Restore a Filesystem from a Backup#
In the event of a disaster and the filesystem needs recovering, this document covers those steps for the cloud providers.
AWS#
Restoring home directories from an EFS recovery point#
Note
We follow AWS’s guidance for restoring EFS from a recovery point
Due to the length of the steps listed in that document, we will not repeat them here.
Restoring home directories from EBS snapshots#
On AWS, the EBS volumes used for home directories are backed up using Data Lifecycle Manager (DLM). This means that we can restore home directories from a snapshot if they are deleted or corrupted.
To restore a home directory from a snapshot, we need to create a new EBS volume from the snapshot, mount it to the EC2 instance attached to the existing EBS volume containing the NFS home directories, and then copy the contents from the restored EBS volume to the NFS home directories volume.
Note
Please follow AWS’s guidance for restoring EBS volumes from a snapshot to create a new EBS volume from the snapshot.
Once we have created a new EBS volume from the snapshot, we can use the deployer exec root-homes
command to mount the new EBS volume to a pod along with the existing NFS home directories volume.
deployer exec root-homes $CLUSTER_NAME $HUB_NAME --additional-volume-id=<new-ebs-volume-id> --additional-volume-mount-path=/restore-volume
Now, the NFS home directories volume is mounted to the pod along with the new EBS volume. We can now copy the contents from the restored EBS volume to the NFS home directories volume.
If we want to do a full restore and/or we are restoring data to a new and empty NFS home directories volume, we can use the following command to copy everything from the restored EBS volume to the NFS home directories volume.
rsync -av --info=progress2 /restore-volume/ /root-homes/
If we want to do a partial restore and we are restoring only a subset of the data to an existing NFS home directories volume, we can use the following command to copy only the necessary data from the restored EBS volume to the NFS home directories volume.
rsync -av --info=progress2 /restore-volume/<path-to-restore> /root-homes/<path-to-restore>
Once we have copied the contents from the restored EBS volume to the NFS home directories volume, we can delete the EBS volume that was created from the snapshot.
After the restoration is complete, we should run terraform plan
to double check that no unintended changes were made to the Terraform state.
GCP#
Note
We follow GCP’s guidance for restoring fileshares from a backup.
To restore a share on a Filestore instance on GCP, we start by following the documentation linked above. In short, this involves:
Go to the Filestore instances page in the GCP console
Click the instance ID of the Filestore you want to restore and click the “Backups” tab
Locate the backup you want to restore from (most likely the most recently created), and click (…) “More actions”
Click “Restore backup” and then select “Source instance”
Click “Restore” and complete the dialog box that appears
This should successfully restore the Filestore instance to its last backed-up state.
Once this is done, you should also set the terraform variable source_backup
to
reference this web console change. Practically, you should configure something
like below in the terraform/gcp/projects/$CLUSTER_NAME.tfvars
file:
filestores = {
"filestore" : {
# ...
source_backup : "projects/<gcp project name>/locations/<filestore region>/backups/<backup name>",
},
}
You can determine the value of source_backup
by trying a terraform plan
which should present the value in an associated error.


> Assignment: Print a faithful copy of the data below, word for word, with the pictures left out.

Text-to-region grounding data:
· · ·

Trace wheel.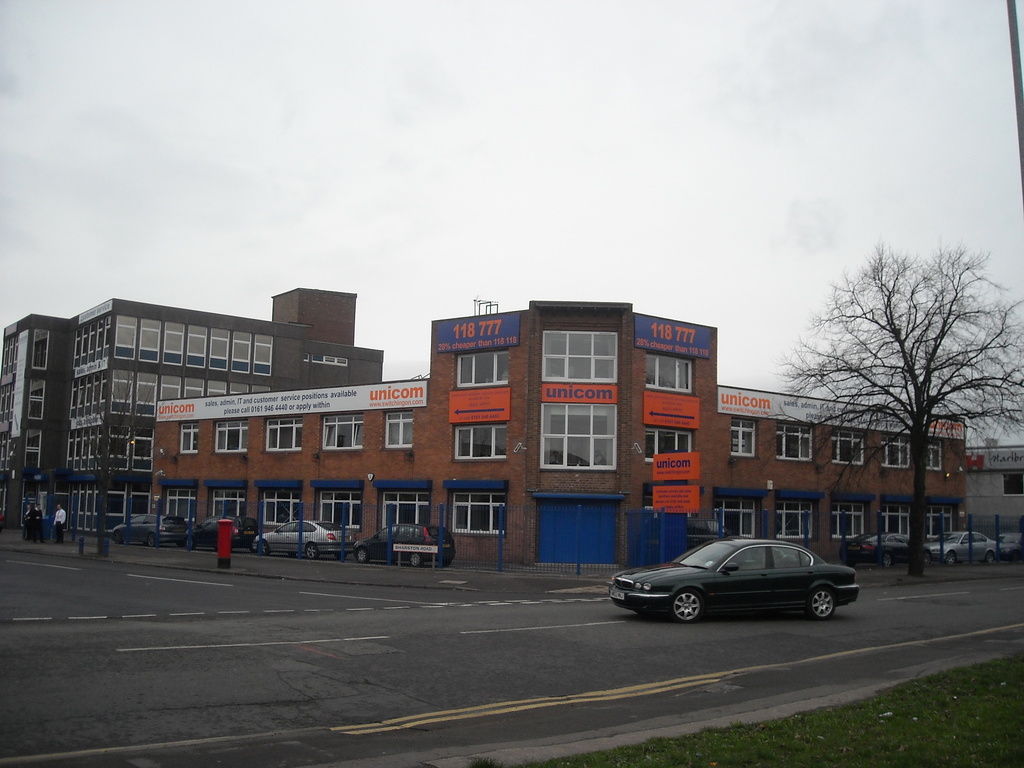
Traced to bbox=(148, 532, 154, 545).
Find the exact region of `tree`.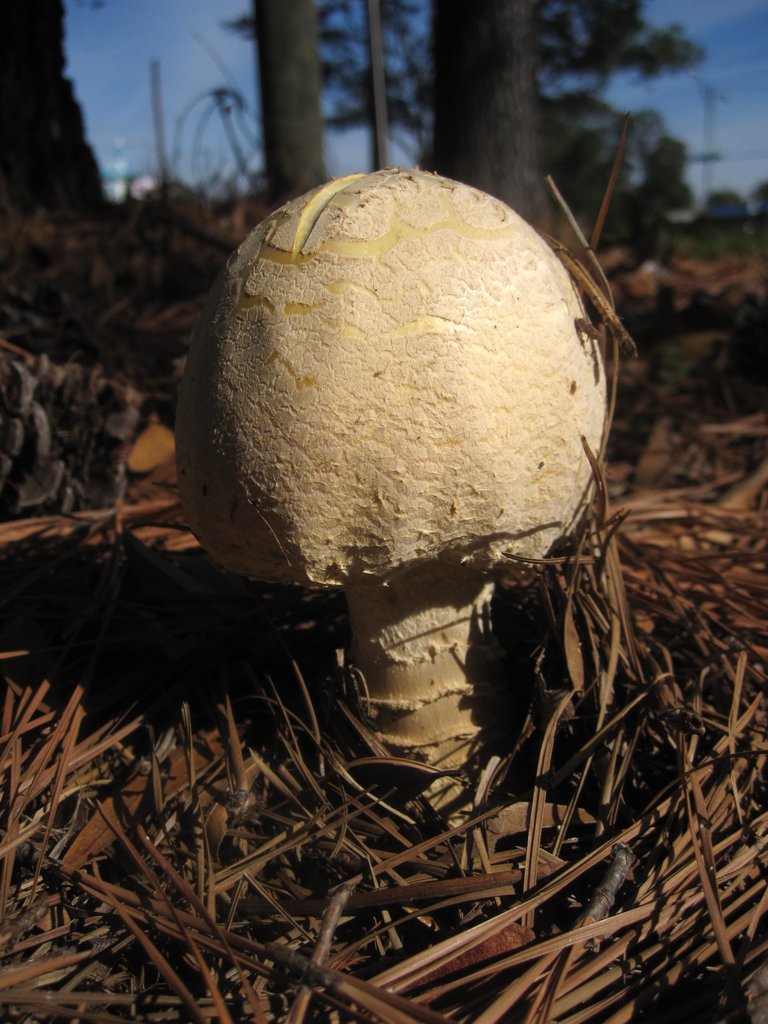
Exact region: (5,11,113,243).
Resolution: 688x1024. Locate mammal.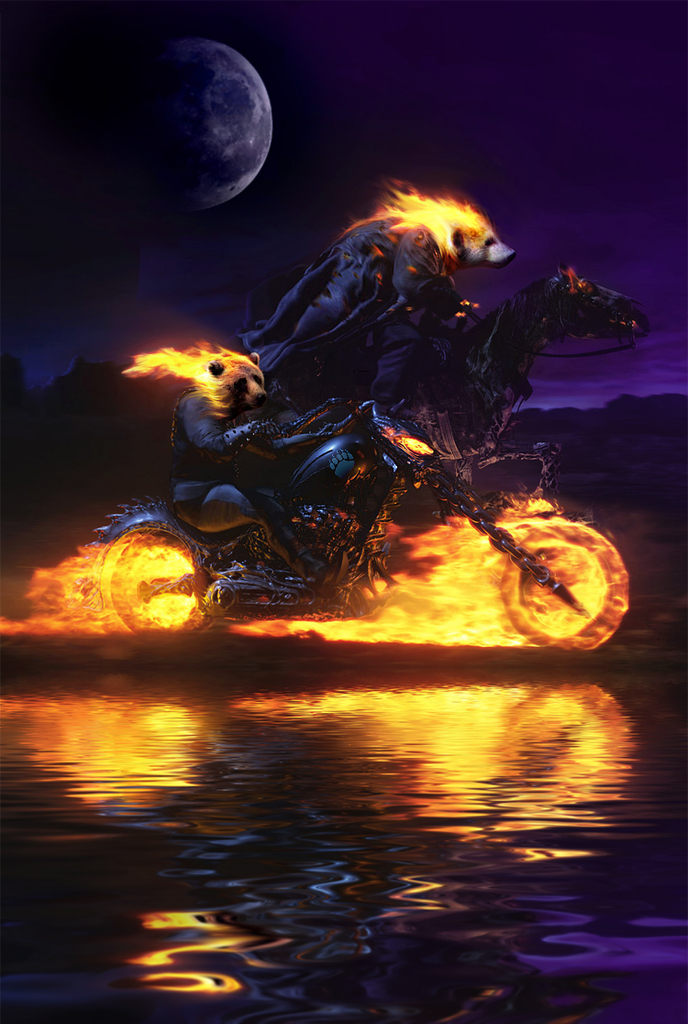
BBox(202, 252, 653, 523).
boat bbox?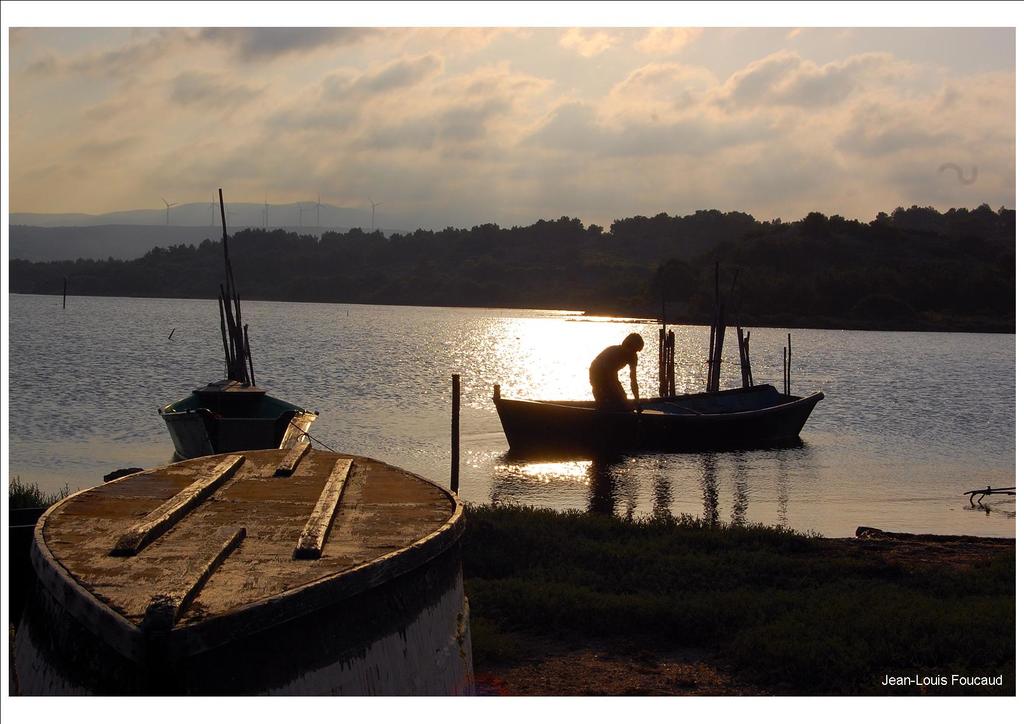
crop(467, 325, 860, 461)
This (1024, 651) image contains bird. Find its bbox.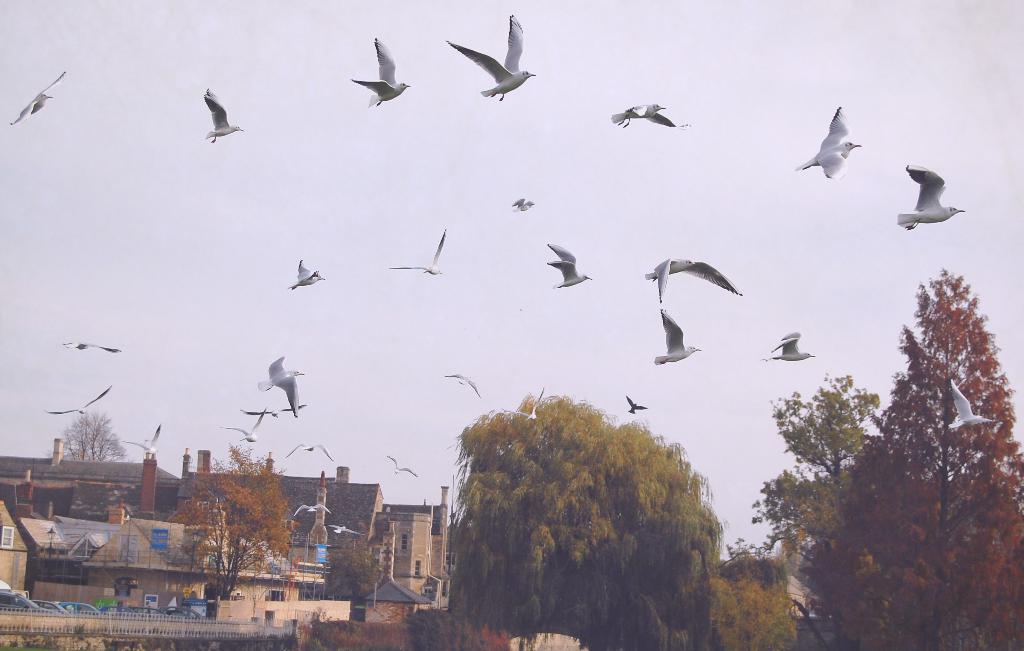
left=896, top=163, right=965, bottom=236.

· · ·

> Reply:
Trace wheel.
Traced to bbox=(148, 532, 154, 545).
Find the exact region of `tree`.
Exact region: (5,11,113,243).
Resolution: 688x1024. Locate mammal.
BBox(202, 252, 653, 523).
boat bbox?
crop(467, 325, 860, 461)
This (1024, 651) image contains bird. Find its bbox.
left=896, top=163, right=965, bottom=236.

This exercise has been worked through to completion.